One in ten paediatric pneumonia cases at KATH prove fatal as immunisation coverage stagnates at 56%
By Leo Nelson
Ghana’s childhood pneumonia fight is faltering. Despite free vaccines and global progress, preventable deaths persist and vaccine hesitancy is largely to blame.
Dr Sandra Kwarteng Owusu, paediatric pulmonologist at Komfo Anokye Teaching Hospital (KATH), paints a sobering picture from the country’s second-largest referral centre. Over the past five years, one in every ten children admitted with pneumonia has died.
“That is worrying,” she told The New Republic ahead of World Immunization Week. “We want to reduce it to less than that.”
Globally, the tide has turned. Twenty years ago, pneumonia claimed over two million young lives annually. Today, that figure hovers around half a million a reduction driven overwhelmingly by pneumococcal conjugate vaccines, antiretroviral therapy and better treatment protocols.
But Ghana is not tracking the global curve. KATH’s data shows that incomplete vaccination or no vaccination at all is the common thread running through severe cases.
Nationally, only 56% of children are fully vaccinated under the Expanded Programme on Immunisation. That leaves nearly half of Ghana’s child population exposed to wholly preventable pathogens.
Vaccine hesitancy, Owusu says, is now endemic. Fear stoked by relentless misinformation has taken root.
“People put all sorts of information out there, some of it not substantiated and not backed by science,” she said, recalling COVID-era falsehoods that vaccines were “meant to wipe away Africa”.
The pandemic’s legacy is twofold: it supercharged distrust and disrupted routine access. Movement restrictions and social distancing kept parents away from facilities. Non-emergency care including immunisation was quietly abandoned.
Beyond the willfully hesitant lie structural barriers. Farming schedules override clinic appointments. Market days take precedence. Transport costs and long distances keep remote communities cut off entirely.
“Some live in very remote areas, just cut off from the general community,” Owusu said.
Cultural and religious beliefs compound the problem. In some households, family elders actively discourage vaccination, citing personal anecdotes or circulating rumours that vaccines are designed to harm.
Owusu is calling for a renewed public education push one that confronts misinformation head-on and rebuilds confidence vaccine by vaccine.
Her message to parents is stark: vaccines are among the safest, most effective tools against life-threatening diseases like pneumonia. Without them, the KATH mortality rate will not budge.
And for the child in a remote farming community who misses just one dose, that could be the difference between life and death.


What is expected – Count the lines below that contain the word "piping" and give only that number.

● ● ● ● ● ● ●

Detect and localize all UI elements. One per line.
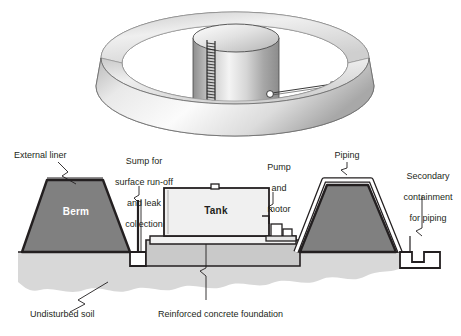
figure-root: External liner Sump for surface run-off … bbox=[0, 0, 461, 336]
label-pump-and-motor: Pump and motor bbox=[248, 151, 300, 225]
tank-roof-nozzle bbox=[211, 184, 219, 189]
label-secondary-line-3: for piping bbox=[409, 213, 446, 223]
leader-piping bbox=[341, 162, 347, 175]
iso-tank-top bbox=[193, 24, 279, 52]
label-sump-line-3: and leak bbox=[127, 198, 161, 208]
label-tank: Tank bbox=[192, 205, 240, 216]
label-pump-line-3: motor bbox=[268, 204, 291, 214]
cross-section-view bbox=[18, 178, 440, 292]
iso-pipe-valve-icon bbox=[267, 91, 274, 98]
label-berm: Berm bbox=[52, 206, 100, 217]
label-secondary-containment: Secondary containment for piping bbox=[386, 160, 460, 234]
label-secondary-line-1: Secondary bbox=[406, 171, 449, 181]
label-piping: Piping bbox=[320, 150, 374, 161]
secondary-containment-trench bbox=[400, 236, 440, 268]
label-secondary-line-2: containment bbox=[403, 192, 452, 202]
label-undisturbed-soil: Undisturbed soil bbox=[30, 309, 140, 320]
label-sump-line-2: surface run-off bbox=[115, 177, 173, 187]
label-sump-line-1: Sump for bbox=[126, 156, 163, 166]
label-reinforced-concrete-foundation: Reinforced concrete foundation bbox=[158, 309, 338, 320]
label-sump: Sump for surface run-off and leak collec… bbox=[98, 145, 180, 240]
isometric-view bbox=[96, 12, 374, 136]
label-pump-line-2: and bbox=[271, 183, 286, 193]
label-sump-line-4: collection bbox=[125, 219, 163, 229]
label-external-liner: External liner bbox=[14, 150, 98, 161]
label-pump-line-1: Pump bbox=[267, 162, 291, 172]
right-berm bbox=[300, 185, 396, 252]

● ● ● ● ● ● ●

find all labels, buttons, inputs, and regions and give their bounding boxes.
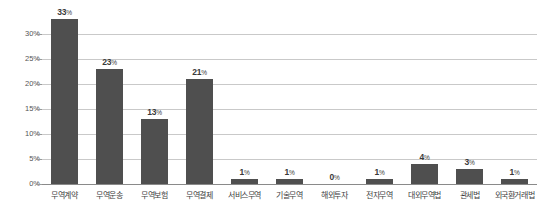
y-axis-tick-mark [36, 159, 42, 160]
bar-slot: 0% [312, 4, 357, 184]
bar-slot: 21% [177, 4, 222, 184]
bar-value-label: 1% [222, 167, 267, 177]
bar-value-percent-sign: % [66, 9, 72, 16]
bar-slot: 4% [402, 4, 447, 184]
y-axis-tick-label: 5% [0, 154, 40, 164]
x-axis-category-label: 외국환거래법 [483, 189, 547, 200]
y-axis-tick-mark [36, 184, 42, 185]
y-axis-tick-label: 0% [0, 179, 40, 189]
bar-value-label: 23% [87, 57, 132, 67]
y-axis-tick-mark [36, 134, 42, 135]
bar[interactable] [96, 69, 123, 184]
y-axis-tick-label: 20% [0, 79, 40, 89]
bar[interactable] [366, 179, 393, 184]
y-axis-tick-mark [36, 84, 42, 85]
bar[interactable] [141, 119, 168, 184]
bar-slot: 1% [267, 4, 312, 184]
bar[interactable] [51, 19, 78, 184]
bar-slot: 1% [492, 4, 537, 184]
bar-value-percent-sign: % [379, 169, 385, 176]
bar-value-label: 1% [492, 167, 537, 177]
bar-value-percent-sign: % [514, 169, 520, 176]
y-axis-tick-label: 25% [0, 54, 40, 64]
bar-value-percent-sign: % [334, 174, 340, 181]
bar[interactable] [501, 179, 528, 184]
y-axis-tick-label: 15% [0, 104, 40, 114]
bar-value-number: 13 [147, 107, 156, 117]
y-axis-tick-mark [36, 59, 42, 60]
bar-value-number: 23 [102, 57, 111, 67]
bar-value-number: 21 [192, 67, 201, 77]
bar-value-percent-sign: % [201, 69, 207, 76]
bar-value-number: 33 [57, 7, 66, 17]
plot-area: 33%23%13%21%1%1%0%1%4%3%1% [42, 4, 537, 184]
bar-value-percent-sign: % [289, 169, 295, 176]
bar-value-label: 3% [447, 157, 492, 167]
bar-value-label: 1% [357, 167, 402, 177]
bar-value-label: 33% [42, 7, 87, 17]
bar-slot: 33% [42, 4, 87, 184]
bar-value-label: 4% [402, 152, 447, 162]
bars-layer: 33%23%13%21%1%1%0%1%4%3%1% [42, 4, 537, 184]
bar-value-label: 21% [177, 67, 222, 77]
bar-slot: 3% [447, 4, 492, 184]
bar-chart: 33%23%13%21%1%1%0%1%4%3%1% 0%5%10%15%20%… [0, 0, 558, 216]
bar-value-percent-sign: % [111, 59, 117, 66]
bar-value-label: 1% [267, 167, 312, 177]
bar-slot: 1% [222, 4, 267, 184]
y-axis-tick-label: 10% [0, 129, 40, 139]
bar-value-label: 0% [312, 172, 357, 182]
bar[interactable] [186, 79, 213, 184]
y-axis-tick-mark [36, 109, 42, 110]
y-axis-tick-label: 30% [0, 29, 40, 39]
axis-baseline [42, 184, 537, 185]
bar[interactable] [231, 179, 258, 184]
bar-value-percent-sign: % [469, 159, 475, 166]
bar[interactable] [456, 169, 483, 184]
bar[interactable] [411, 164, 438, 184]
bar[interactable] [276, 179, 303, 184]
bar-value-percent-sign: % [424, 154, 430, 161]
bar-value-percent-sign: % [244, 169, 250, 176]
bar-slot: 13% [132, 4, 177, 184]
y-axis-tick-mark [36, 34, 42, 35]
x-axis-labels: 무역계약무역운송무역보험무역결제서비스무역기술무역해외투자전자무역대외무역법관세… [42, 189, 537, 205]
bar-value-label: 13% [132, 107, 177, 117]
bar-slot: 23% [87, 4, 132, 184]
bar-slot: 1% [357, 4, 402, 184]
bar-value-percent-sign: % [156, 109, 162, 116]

● ● ● ● ● ● ●

The answer – 4